We asked trainees how often they were providing positive feedback to their team members: never, once or twice per week, a few times per week, once per day or multiple times per day. Overall, trainees decreased positive feedback happening just a couple times per week or less by 75% while increasing it to a few times a week or more by 58%.
We also asked them to reflect on the amount of positive feedback they witnessed from their fellow leaders. A similar trend emerged, with a significant decrease in the “never” and “once or twice per week” categories but increases across all the other categories.
When we asked trainees how providing more positive feedback to their teams impacted them personally or at work, a surprising 64% reported that they felt more positive (see chart below). While this was an unintended and unanticipated impact, employees feeling more positive could be a potentially powerful tool in increasing employee retention. The primary drive behind the training was to increase safety culture and safety-related behaviors, so we were pleased that the next top benefits trainees reported were having better conversations, solving problems more creatively and sharing more information in daily job briefs.
The impact of the training became clearer during the follow-up interviews. Trainees shared that increasing the amount of positive feedback improved safety, increased productivity and improved collaboration. For example, one site supervisor shared that after the training, he put his new skills to work. Among other things, he initiated a discussion with a contractor foreman about why it was important to mention the nearest emergency location information during daily briefings. When the foreman covered the topic in future briefings, the supervisor reinforced the behavior with positive feedback by thanking him. As a result, the foreman now consistently includes this critical information during daily briefings.
He was not the only person who noticed their team members changing their behavior in response to positive feedback. Another trainee reached out to say, “I’m old-school. I thought saying thank you was a little fluffy, but I started to see an impact right away.”

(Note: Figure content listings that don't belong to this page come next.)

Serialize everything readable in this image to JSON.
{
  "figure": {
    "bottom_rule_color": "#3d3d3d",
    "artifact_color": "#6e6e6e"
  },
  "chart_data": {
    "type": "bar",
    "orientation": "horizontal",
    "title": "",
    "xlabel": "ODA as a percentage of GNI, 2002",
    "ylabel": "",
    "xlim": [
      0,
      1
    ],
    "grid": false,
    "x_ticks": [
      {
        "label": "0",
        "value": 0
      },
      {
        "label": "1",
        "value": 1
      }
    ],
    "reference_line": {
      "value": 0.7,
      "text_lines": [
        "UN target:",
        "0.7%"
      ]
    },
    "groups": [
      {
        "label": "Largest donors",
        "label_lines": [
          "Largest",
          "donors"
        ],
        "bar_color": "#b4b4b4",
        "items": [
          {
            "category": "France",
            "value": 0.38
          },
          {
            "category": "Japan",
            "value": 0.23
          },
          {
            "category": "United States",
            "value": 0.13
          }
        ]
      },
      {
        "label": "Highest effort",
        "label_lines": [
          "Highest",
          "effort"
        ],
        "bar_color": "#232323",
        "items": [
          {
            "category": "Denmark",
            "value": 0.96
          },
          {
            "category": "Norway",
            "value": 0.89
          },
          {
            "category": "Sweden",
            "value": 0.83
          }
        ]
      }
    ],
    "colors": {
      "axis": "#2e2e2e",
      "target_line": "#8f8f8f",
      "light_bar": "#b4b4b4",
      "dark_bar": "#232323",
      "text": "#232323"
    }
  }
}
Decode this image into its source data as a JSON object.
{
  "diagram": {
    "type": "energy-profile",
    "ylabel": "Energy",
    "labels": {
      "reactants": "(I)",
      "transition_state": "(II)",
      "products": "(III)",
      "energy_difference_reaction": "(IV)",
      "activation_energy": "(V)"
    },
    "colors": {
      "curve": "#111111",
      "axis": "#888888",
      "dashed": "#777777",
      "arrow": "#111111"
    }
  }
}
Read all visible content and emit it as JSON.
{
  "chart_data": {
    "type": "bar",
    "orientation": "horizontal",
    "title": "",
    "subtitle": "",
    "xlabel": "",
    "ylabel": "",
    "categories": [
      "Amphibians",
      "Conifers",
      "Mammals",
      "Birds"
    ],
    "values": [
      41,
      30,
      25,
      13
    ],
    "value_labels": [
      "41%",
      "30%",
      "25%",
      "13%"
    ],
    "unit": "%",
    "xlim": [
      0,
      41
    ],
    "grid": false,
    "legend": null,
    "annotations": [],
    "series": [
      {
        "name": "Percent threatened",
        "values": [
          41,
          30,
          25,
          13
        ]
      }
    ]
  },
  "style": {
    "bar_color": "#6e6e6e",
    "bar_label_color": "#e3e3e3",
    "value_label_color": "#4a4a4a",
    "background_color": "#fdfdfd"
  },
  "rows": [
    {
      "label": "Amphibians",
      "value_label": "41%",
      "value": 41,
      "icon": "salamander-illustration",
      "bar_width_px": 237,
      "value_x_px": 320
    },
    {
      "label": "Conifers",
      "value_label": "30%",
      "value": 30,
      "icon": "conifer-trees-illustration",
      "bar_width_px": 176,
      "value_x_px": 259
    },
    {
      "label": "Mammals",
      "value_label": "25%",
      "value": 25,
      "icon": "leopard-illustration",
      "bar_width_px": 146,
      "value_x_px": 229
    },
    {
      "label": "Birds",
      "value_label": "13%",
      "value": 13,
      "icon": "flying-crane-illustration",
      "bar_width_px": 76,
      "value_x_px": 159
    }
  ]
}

In another interview, a trainee shared that while inspiring his team and providing lots of positive feedback was already a high priority for him, he had decided to kick it up a notch. The training had coincided with a move to a new and much larger site. His goal was to learn each person’s name the day he met them and use their name at the end of the day. He noticed the positive reaction when people realized that he knew their name, and he credits this strategy for rapidly developing communication and trust. As a result, when his new crew encountered standing water at a site, they asked him to make a phone call to resolve it instead of finding a workaround that may or may not have been safe.
Conclusion
When a company is doing a lot of things right and already heavily investing in safety, the quick wins and easy solutions are typically already being addressed. But the more mature a safety culture, the harder it can be to identify the skills that will take the organization to the next level of safety. For our client, we hoped that increasing positive feedback and how often team members were recognized for performing work safely would be that next step.

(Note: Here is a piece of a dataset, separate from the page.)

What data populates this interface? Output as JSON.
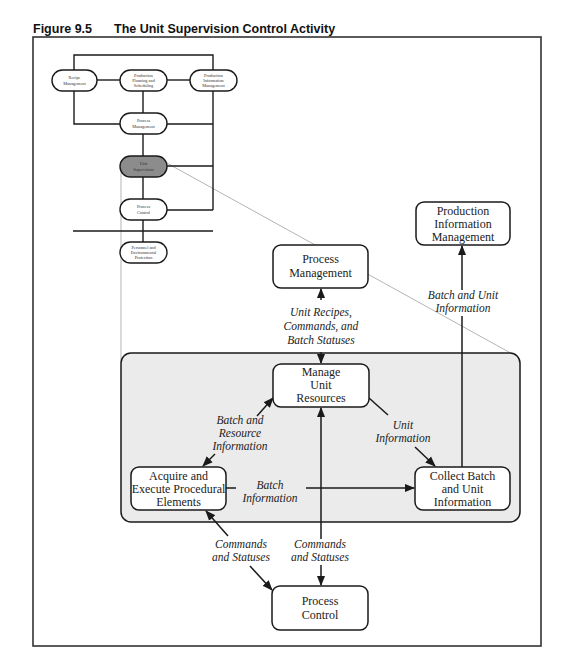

We were pleased to see that team dynamics improved and that employees responded to positive feedback with more of the recognized behavior. But it wasn’t just safety that improved. Work also became a happier, more engaging place for both those receiving the positive feedback and those delivering it.
About the Author: Sharon Lipinski is the Habit SuperHero and CEO of Habit Mastery Consulting (www.habitmasteryconsulting.com), which helps organizations increase their targeted safety behavior by up to 150%. She is a Certified Gamification for Training developer, certified CBT for insomnia instructor, speaker, TV personality and coach dedicated to helping people create the right habits so they can be happier, healthier and safer at home and in their work.